The cost of education exceeded the ability of most to pay, Smith asserted. Given life expectancies in the Thirties, average family sizes of six or more children, and child mortality rates in the most advanced societies of well over a hundred out of every thousand born, no wonder so few got so little education before the state stepped in.


Public health in cities required water and sewer construction and maintenance far beyond the ability of individuals to afford. Nor could businesses expect payback for costs of these facilities in a time frame reasonable to investors as well as affordable to customers.


Small government does not Smithian government make.

This is where the economic laureates' preference for the phrase "positive non-intervention" comes in. It means government acts where business cannot and should not.

Business cannot run courts and incarcerate law-breakers. It cannot take on the full costs of providing education for all citizens, whatever their ability to pay. It cannot make infrastructural investments that require enormous initial outlays and/or take 30 years or more to repay.

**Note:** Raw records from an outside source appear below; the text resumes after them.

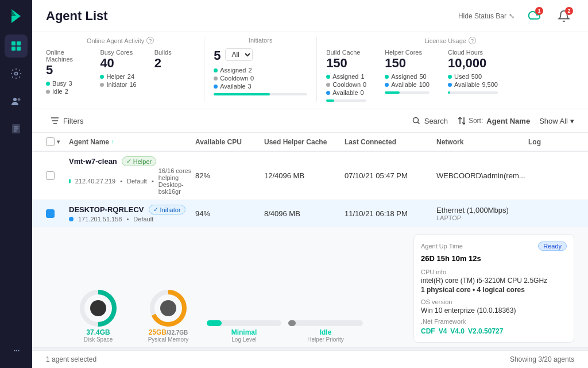 The image size is (588, 368). What do you see at coordinates (310, 16) in the screenshot?
I see `header: Agent List Hide Status Bar ⤡ 1 2` at bounding box center [310, 16].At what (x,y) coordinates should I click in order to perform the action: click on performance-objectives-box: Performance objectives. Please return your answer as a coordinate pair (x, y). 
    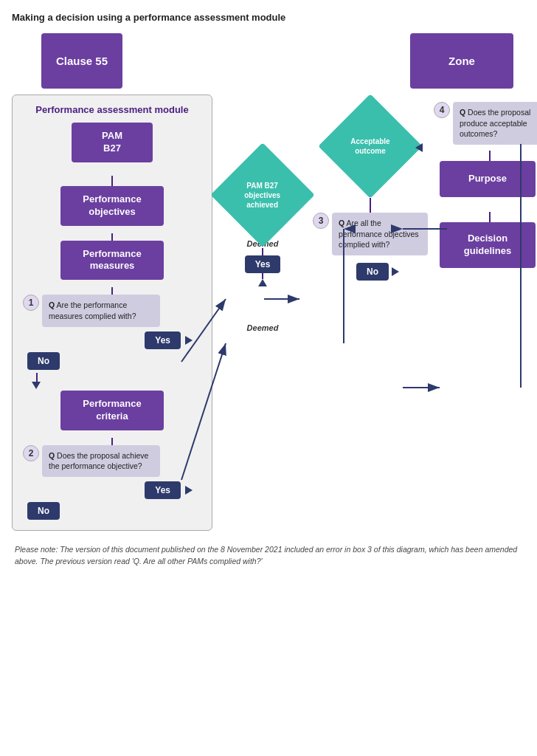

But it also means government positively acts to remove barriers to and constraints upon markets. Government has the unique responsibility of protecting and extending market dynamics whenever possible, particularly as technologies and economies change.

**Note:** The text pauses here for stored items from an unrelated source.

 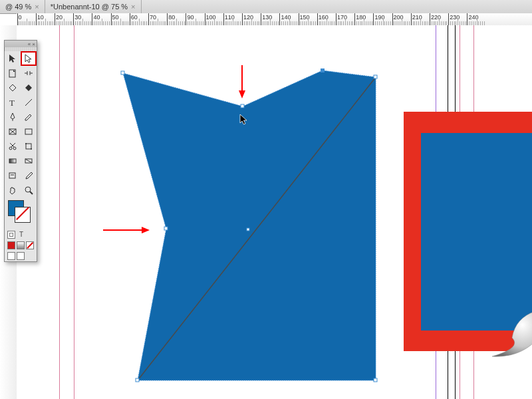 I want to click on line-tool, so click(x=29, y=102). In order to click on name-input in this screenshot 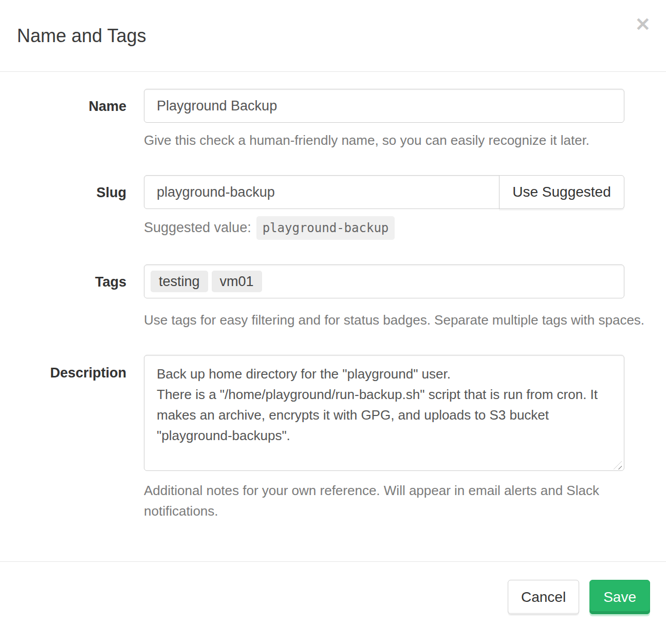, I will do `click(384, 106)`.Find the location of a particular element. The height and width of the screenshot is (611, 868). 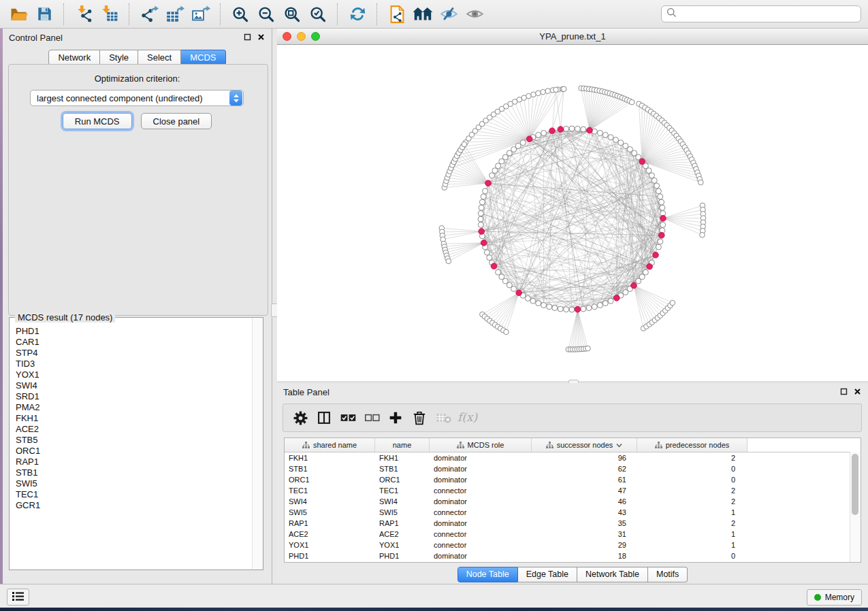

zoom-out-icon is located at coordinates (266, 14).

What is affordable only to government may and does change.

Further, under positive non-interventionism a government does not substitute its own judgment for that of competitive markets. Regulations and taxes are fully vetted for their effect on markets.
Government positively seeks out impediments to markets which intervene in their functioning.


The objective is to ensure that market dynamics - producer supply and consumer demand - interact without one or the other having a government- conferred artificial advantage or disadvantage.

This is the essential meaning of justice, a responsibility Smith argued as solely government's. That is why comprehensive, enforceable competition legislation exemplifies true positive non-intervention.”

Comment
Good, eh? It's brilliant! Note his second sentence:

Adam Smith conducted an extensive study of how the concept, applied to trade and industry, led to growth while traditional forms of government- granted monopoly and industrial proscriptions bred economic stagnation.”

Absolutely right. ‘Wealth of Nations’ was not a textbook on economics per se; it was his report of his research into a specific topic, namely, how societies grew from primitive savagery to the revived commercial society of 18th-century Britain.

Its so-called ‘digressions’ that some critics read are the data in support of his evidence, a point completely missed by those who read, or rather attempt to read, his books too fast and who have not realised what he wrote about nor its context.

Michael DeGolyer has realized Smith’s project in proper perspective and gets close to his real views on the role of government.

A worthy winner of October’s prize from Lost Legacy!

I invite you to write to him (and The Standard, Hong Kong) to congratulate him for his excellent understanding of Adam Smith’s Legacy at:
feedback@thestandard.com.uk and mark for ‘the attention of Michael De Goyer’

Michael DeGolyer is associate professor, government and international studies, at Hong Kong Baptist University.